The author of A Streetcar Named Desire and The Glass Menagerie did not set any of his well-known plays in Key West.

But the island was his primary residence from the 1940s until he died in 1983. That’s a lot longer than a certain other famous writer.

“I know everybody always thinks of Hemingway and associates Key West with Ernest,” said Cori Convertito, curator of the Key West Art & Historical Society. “Actually, Tennessee Williams was here for over 30 years, and I think people don’t appreciate that.”

Local appreciation of the playwright has been growing since 2011, when Dennis Beaver and Bert Whitt started the Tennessee Williams Exhibit to mark the 100th anniversary of the writer’s birth.

This month, the exhibit became part of the Key West Art & Historical Society. That group already had three museums on the island — the Custom House, the Key West Lighthouse and Fort East Martello.

Credit Key West Art & Historical Society / via Monroe County Public Library
/
via Monroe County Public Library
Tennessee Williams, in sunglasses, with from left, Thomas McGuane, Truman Capote and James Kirkwood in Key West.

Convertito said Williams’ life and work in Key West is worth its own museum because of his long-term residency and involvement with the local community.

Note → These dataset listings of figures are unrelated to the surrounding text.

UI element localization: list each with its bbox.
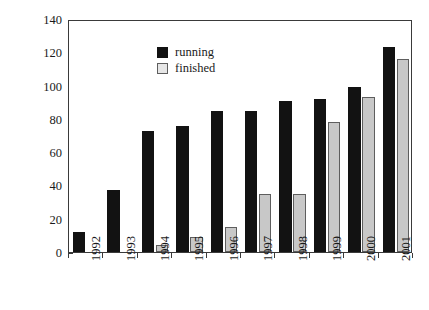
bar-running-1995 [176,126,189,252]
legend-swatch-running-icon [157,47,168,58]
x-axis-tick-label: 1998 [297,236,310,261]
bar-running-2000 [348,87,361,252]
chart-legend: running finished [157,45,215,77]
x-axis-tick-label: 1997 [262,236,275,261]
bar-finished-2000 [362,97,375,252]
bar-running-1994 [142,131,155,252]
bar-running-1998 [279,101,292,252]
plot-area: running finished [68,20,412,253]
legend-swatch-finished-icon [157,63,168,74]
y-axis-tick-label: 140 [22,14,62,27]
legend-item-finished: finished [157,61,215,76]
x-axis-tick-label: 1995 [193,236,206,261]
bar-running-2001 [383,47,396,252]
y-axis-tick-label: 120 [22,47,62,60]
x-axis-tick-label: 1994 [159,236,172,261]
x-axis-tick-label: 1996 [228,236,241,261]
bar-running-1997 [245,111,258,252]
x-axis-tick-label: 1999 [331,236,344,261]
y-axis-tick-label: 0 [22,247,62,260]
x-axis-tick-label: 2001 [400,236,413,261]
bar-finished-1999 [328,122,341,252]
x-axis-tick-label: 2000 [365,236,378,261]
legend-label-finished: finished [175,62,215,75]
bar-running-1992 [73,232,86,252]
y-axis-tick-label: 20 [22,213,62,226]
bar-chart-figure: Number of actions 020406080100120140 run… [0,0,429,310]
x-axis-tick-label: 1992 [90,236,103,261]
bar-finished-2001 [397,59,410,252]
bar-running-1996 [211,111,224,252]
y-axis-tick-label: 40 [22,180,62,193]
y-axis-tick-label: 60 [22,147,62,160]
bar-running-1993 [107,190,120,252]
bar-running-1999 [314,99,327,252]
y-axis-tick-label: 100 [22,80,62,93]
y-axis-tick-label: 80 [22,114,62,127]
legend-item-running: running [157,45,215,60]
y-axis-tick-labels: 020406080100120140 [18,20,62,253]
x-axis-tick-label: 1993 [125,236,138,261]
legend-label-running: running [175,46,214,59]
x-axis-tick-mark [68,253,69,258]
x-axis-tick-labels: 1992199319941995199619971998199920002001 [68,259,412,309]
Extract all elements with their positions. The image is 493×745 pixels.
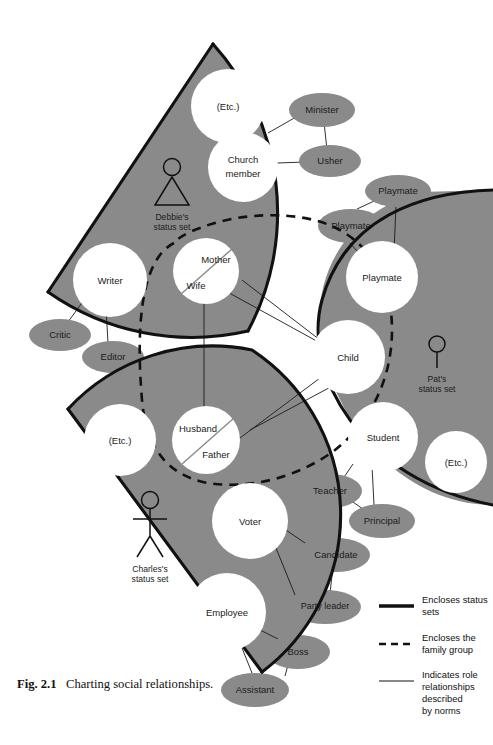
legend-label-line2: family group (422, 644, 473, 655)
status-node-label: (Etc.) (445, 457, 468, 468)
counter-role-label: Assistant (236, 684, 275, 695)
status-set-sublabel: status set (154, 222, 191, 232)
legend-label-line1: Encloses the (422, 632, 476, 643)
status-node-label: Playmate (362, 272, 402, 283)
counter-role-boss[interactable]: Boss (266, 635, 330, 669)
legend-label-line4: by norms (422, 705, 461, 716)
status-set-sublabel: status set (132, 574, 169, 584)
status-node-charles-etc[interactable]: (Etc.) (84, 404, 156, 476)
counter-role-label: Playmate (378, 185, 418, 196)
status-set-name: Charles's (132, 564, 168, 574)
status-node-church-member[interactable]: Church member (208, 132, 278, 202)
legend-label-line3: described (422, 693, 463, 704)
status-node-employee[interactable]: Employee (188, 573, 266, 651)
status-node-mother-wife[interactable]: Mother Wife (173, 238, 239, 304)
status-node-husband-father[interactable]: Husband Father (172, 406, 240, 474)
figure-caption-number: Fig. 2.1 (17, 677, 57, 691)
status-node-playmate[interactable]: Playmate (346, 241, 418, 313)
legend-label-line2: sets (422, 606, 440, 617)
counter-role-label: Party leader (301, 601, 350, 611)
counter-role-usher[interactable]: Usher (299, 145, 361, 177)
status-node-shape (173, 238, 239, 304)
counter-role-principal[interactable]: Principal (349, 504, 415, 538)
status-node-label: Student (367, 432, 400, 443)
legend-label-line1: Encloses status (422, 594, 488, 605)
status-node-student[interactable]: Student (348, 402, 418, 472)
figure-caption: Fig. 2.1 Charting social relationships. (17, 676, 217, 693)
figure-diagram: Minister Usher Playmate Playmate Critic (0, 0, 493, 745)
status-node-label-line1: Husband (179, 423, 217, 434)
status-node-label: Employee (206, 607, 248, 618)
status-node-label: (Etc.) (109, 435, 132, 446)
counter-role-minister[interactable]: Minister (289, 93, 355, 127)
status-node-voter[interactable]: Voter (212, 483, 288, 559)
status-node-label-line1: Church (228, 154, 259, 165)
status-node-label: Voter (239, 516, 261, 527)
status-node-writer[interactable]: Writer (73, 243, 147, 317)
status-node-label-line1: Mother (201, 254, 231, 265)
counter-role-label: Teacher (313, 485, 347, 496)
status-node-child[interactable]: Child (311, 320, 385, 394)
status-set-name: Pat's (428, 374, 447, 384)
counter-role-assistant[interactable]: Assistant (221, 673, 289, 707)
status-node-debbie-etc[interactable]: (Etc.) (191, 69, 265, 143)
social-relationships-svg: Minister Usher Playmate Playmate Critic (0, 0, 493, 745)
legend-label-line2: relationships (422, 681, 475, 692)
status-node-pat-etc[interactable]: (Etc.) (425, 431, 487, 493)
counter-role-label: Editor (101, 351, 126, 362)
status-node-label: Child (337, 352, 359, 363)
status-node-label: Writer (97, 275, 122, 286)
status-node-label-line2: member (226, 168, 261, 179)
counter-role-label: Principal (364, 515, 400, 526)
status-node-label: (Etc.) (217, 101, 240, 112)
status-node-label-line2: Father (202, 449, 229, 460)
counter-role-label: Critic (49, 329, 71, 340)
counter-role-teacher[interactable]: Teacher (298, 474, 362, 508)
counter-role-label: Usher (317, 155, 342, 166)
status-set-name: Debbie's (155, 212, 188, 222)
figure-caption-text: Charting social relationships. (66, 677, 213, 691)
counter-role-editor[interactable]: Editor (82, 341, 144, 373)
counter-role-critic[interactable]: Critic (29, 319, 91, 351)
status-node-label-line2: Wife (187, 280, 206, 291)
legend-label-line1: Indicates role (422, 669, 478, 680)
counter-role-label: Minister (305, 104, 338, 115)
status-set-sublabel: status set (419, 384, 456, 394)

He was a supporter of local groups like the Key West Library and the animal shelter, she said.

“He’s a kind of major thread in the fabric of Key West,” she said.

Beaver and Whitt collected numerous photographs and press accounts of Williams’ life, as well as some artifacts like the typewriter he used when he was on the island.

The Art & Historical Society has added a new model of his home. The home is privately owned and, unlike Hemingway’s, people still live there. So it’s not a museum, open to the public.

Convertito said the Society plans to keep the Williams exhibit separate, as its own entity.

“All of our museums have a separate identity. We have the three others and they’re pretty individual. And this falls under the same concept,” she said. “We’d like to probably, in the future, incorporate more literary folks into this and make it a little bit more encompassing of the literary history of Key West — with the focus remaining on Tennessee Williams.”

The Society is also working with Beaver and Whitt to continue the annual Tennessee Williams Birthday Celebration in March, with talks, theatrical presentations and parties.

The Tennessee Williams Museum is at 513 Truman Ave., Key West. It is open daily from 9:30 a.m. to 4:30 p.m. Admission is $7 for adults; free to children under the age of 6 and to members of the Key West Art & Historical Society.

Nancy Klingener was WLRN's Florida Keys reporter until July 2022.